PodcastReal GMAT® ProblemsMarch 7, 2026·39:31

Real GMAT® Problems - Ep. 41 - Sequences

Walk through real GMAT® sequences problems from the Official Guide. Learn how to write out every term clearly, why fractions beat decimals in sequence math, and the one habit that prevents the most common mistakes.

TGS
The GMAT® Strategy Team

What This Episode Covers

In Episode 41 of Real GMAT® Problems, we work through sequences questions from the 11th edition of the Official Guide for GMAT® Review — the out-of-print edition we use in this series specifically because there's no overlap with today's edition, so your official practice material stays fresh. We warm up with a classic half-sequence problem, then ramp up to questions that trip up even well-prepared test-takers.

The central theme of this episode is one of the most underappreciated ideas in GMAT® quant preparation: write everything down clearly, and use fractions instead of decimals whenever you can. Those two habits, applied consistently, are responsible for a surprising number of correct answers in our experience — not just on sequences, but across the quant section broadly. We walk through exactly why, using specific examples from the problems in this episode.

Sequences questions tend to feel mechanical — just keep multiplying or dividing and find the right term. But the mistakes we see happen in predictable ways: misreading what the question is actually asking, making small arithmetic errors when working with fractions in decimal form, and losing track of which term is which when the list gets long. This episode is built around preventing those exact problems, with concrete techniques that are easy to build into your practice habits.

Problems Covered

Problem 1 — Warm-Up: Geometric Sequence A sequence starts at 240 and each term is half the preceding term. We need to find the least term greater than one. This problem introduces the core habit loop: write the question's "what are they asking?" in the margin, list every term in order, and work in fractions from the start. The most common wrong answers (options D and E) come from either doing the arithmetic in decimal form or misidentifying which term crosses the threshold.

Problem 2 — Mid-Level: Longer Sequence Analysis A more challenging sequences question that tests whether you can stay organized across more steps. We discuss when to write out every single term versus when to jump ahead — the general rule is that if there are fewer than about 20 terms, list them all. The payoff for doing so is a safety net: if you make a mistake, you can see it on paper rather than discovering it after you've already submitted an answer.

Problem 3 — Harder: Notation and Reasoning The most difficult problem in the set requires some sequence notation and tests your ability to reason carefully about terms relative to one another. We cover a few organizational techniques that help you keep track of term positions without losing your place mid-problem.

Key Takeaways

Related Reading

Want to learn even more?

Watch our free webinar on how to reach your dream GMAT® score in half the normal time. Or explore more strategy articles and worked solutions on the blog.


§ Your objective: Would you set down each line of the data below exactly?

§ Recorded information:
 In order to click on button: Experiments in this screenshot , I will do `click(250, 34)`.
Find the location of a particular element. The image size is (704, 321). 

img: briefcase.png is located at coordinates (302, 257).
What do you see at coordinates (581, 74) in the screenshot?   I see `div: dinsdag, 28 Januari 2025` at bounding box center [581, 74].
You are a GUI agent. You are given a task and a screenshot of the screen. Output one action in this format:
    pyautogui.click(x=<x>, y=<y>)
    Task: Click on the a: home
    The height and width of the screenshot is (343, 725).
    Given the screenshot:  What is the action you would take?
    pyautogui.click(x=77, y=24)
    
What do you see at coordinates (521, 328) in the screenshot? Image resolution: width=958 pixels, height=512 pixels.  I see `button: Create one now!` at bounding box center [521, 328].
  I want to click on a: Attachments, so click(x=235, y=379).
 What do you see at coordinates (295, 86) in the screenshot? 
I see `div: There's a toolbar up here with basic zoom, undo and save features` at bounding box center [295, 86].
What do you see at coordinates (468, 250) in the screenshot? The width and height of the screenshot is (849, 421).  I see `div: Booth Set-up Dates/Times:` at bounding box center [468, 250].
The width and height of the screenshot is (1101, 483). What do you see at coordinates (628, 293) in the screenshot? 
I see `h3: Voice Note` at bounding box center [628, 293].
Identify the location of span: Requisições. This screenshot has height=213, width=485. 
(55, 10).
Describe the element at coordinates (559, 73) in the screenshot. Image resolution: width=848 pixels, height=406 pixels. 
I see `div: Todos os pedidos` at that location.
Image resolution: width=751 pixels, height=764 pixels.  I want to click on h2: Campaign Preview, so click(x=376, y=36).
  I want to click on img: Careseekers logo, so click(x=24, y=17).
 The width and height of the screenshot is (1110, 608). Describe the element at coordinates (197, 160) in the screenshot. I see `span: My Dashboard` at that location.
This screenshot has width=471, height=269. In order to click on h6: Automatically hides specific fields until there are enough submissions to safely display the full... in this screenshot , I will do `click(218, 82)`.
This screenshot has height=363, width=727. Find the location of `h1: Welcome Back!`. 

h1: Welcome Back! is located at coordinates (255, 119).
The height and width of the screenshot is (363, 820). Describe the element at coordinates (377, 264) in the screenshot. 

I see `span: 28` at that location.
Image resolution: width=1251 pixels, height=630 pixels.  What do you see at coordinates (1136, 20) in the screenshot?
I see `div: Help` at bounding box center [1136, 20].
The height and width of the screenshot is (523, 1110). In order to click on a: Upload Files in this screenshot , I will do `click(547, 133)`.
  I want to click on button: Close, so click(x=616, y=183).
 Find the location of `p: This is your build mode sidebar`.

§ Solution below:
 In order to click on button: Experiments in this screenshot , I will do `click(250, 34)`.
Find the location of a particular element. The image size is (704, 321). 

img: briefcase.png is located at coordinates (302, 257).
What do you see at coordinates (581, 74) in the screenshot?   I see `div: dinsdag, 28 Januari 2025` at bounding box center [581, 74].
You are a GUI agent. You are given a task and a screenshot of the screen. Output one action in this format:
    pyautogui.click(x=<x>, y=<y>)
    Task: Click on the a: home
    The height and width of the screenshot is (343, 725).
    Given the screenshot:  What is the action you would take?
    pyautogui.click(x=77, y=24)
    
What do you see at coordinates (521, 328) in the screenshot? Image resolution: width=958 pixels, height=512 pixels.  I see `button: Create one now!` at bounding box center [521, 328].
  I want to click on a: Attachments, so click(x=235, y=379).
 What do you see at coordinates (295, 86) in the screenshot? 
I see `div: There's a toolbar up here with basic zoom, undo and save features` at bounding box center [295, 86].
What do you see at coordinates (468, 250) in the screenshot? The width and height of the screenshot is (849, 421).  I see `div: Booth Set-up Dates/Times:` at bounding box center [468, 250].
The width and height of the screenshot is (1101, 483). What do you see at coordinates (628, 293) in the screenshot? 
I see `h3: Voice Note` at bounding box center [628, 293].
Identify the location of span: Requisições. This screenshot has height=213, width=485. 
(55, 10).
Describe the element at coordinates (559, 73) in the screenshot. Image resolution: width=848 pixels, height=406 pixels. 
I see `div: Todos os pedidos` at that location.
Image resolution: width=751 pixels, height=764 pixels.  I want to click on h2: Campaign Preview, so click(x=376, y=36).
  I want to click on img: Careseekers logo, so click(x=24, y=17).
 The width and height of the screenshot is (1110, 608). Describe the element at coordinates (197, 160) in the screenshot. I see `span: My Dashboard` at that location.
This screenshot has width=471, height=269. In order to click on h6: Automatically hides specific fields until there are enough submissions to safely display the full... in this screenshot , I will do `click(218, 82)`.
This screenshot has height=363, width=727. Find the location of `h1: Welcome Back!`. 

h1: Welcome Back! is located at coordinates (255, 119).
The height and width of the screenshot is (363, 820). Describe the element at coordinates (377, 264) in the screenshot. 

I see `span: 28` at that location.
Image resolution: width=1251 pixels, height=630 pixels.  What do you see at coordinates (1136, 20) in the screenshot?
I see `div: Help` at bounding box center [1136, 20].
The height and width of the screenshot is (523, 1110). In order to click on a: Upload Files in this screenshot , I will do `click(547, 133)`.
  I want to click on button: Close, so click(x=616, y=183).
 Find the location of `p: This is your build mode sidebar`.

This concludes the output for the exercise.